We have a reductive group $G/\mathbb{Q}$ and a representation space $V$ of this group.
Let $K$ be an open subgroup of $G(\mathbb{A}_{\mathbb{Q}})$ (where $\mathbb{A}_{\mathbb{Q}}$ are adeles of $\mathbb{Q}$) with some nice properties that wont concern us.
Define the space of "algebraic modular forms":
$\{f: G(\mathbb{A}_{\mathbb{Q}})\rightarrow V\,|\,f(gk) = f(g) \text{ for all } k\in K, g\in G(\mathbb{A}_{\mathbb{Q}}) \text{ and } f(\gamma g) = \gamma f(g) \text{ for all } \gamma\in G(\mathbb{Q})\}$
Now assume that $G(\mathbb{Q}) \backslash G(\mathbb{A}_{\mathbb{Q}})/K$ is finite, with reps $z_1, z_2, ..., z_h\in G(\mathbb{A}_{\mathbb{Q}})$.
The paper I am reading claims that you determine an algebraic modular form $f$ as soon as you specify the values $f(z_1), f(z_2), ..., f(z_m)\in V$.
I can't see why though.
Suppose $g\in G(\mathbb{A}_{\mathbb{Q}})$. Then $g = \gamma z_i k$ tells us that $f(g) = \gamma f(z_i)$.
Surely we have a dependence on $\gamma$ too? I hope I haven't missed anything simple.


Your task: Identify all lines in the data containing the string "free". Copy them out.

-------------------------

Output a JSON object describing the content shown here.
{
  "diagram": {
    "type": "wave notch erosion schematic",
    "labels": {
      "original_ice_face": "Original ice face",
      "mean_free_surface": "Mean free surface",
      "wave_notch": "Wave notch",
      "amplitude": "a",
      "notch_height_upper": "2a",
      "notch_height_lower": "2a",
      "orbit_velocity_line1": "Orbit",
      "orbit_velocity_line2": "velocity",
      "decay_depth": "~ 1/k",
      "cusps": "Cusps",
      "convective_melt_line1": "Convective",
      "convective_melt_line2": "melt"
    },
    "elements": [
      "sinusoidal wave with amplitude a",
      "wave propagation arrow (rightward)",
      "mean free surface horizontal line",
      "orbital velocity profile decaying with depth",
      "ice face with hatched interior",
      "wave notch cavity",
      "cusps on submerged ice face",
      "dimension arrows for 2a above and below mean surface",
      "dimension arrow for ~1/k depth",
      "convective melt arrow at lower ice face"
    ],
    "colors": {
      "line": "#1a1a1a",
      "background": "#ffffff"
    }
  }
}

-------------------------

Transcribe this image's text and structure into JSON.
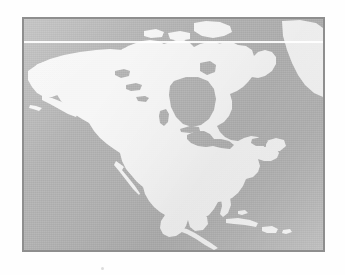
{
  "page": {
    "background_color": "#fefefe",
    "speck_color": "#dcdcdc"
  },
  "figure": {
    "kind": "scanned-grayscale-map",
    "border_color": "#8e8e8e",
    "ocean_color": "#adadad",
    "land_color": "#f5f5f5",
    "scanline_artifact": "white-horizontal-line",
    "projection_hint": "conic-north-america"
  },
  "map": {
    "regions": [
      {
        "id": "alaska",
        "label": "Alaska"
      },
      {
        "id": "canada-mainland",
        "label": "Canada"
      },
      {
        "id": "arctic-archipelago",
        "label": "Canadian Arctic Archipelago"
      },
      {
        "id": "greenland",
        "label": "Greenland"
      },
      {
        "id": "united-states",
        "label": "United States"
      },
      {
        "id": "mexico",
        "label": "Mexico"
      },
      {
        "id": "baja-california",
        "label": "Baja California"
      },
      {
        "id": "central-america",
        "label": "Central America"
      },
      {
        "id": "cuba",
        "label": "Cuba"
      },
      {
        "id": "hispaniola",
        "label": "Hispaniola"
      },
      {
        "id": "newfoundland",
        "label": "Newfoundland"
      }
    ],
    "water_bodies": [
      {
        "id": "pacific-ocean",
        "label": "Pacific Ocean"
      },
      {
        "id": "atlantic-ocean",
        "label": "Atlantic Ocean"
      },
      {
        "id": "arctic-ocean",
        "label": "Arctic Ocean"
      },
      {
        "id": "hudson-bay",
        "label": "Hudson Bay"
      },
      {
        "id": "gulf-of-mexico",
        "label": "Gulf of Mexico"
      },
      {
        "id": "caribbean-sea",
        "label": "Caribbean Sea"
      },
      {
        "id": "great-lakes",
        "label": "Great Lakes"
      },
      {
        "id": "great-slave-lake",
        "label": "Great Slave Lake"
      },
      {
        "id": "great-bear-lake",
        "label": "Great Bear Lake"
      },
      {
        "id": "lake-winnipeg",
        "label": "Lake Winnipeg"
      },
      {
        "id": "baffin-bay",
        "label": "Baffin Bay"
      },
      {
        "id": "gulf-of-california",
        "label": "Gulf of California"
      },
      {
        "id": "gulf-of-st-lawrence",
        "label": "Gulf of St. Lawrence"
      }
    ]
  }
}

-------------------------

Written response:
      "mean_free_surface": "Mean free surface",
      "mean free surface horizontal line",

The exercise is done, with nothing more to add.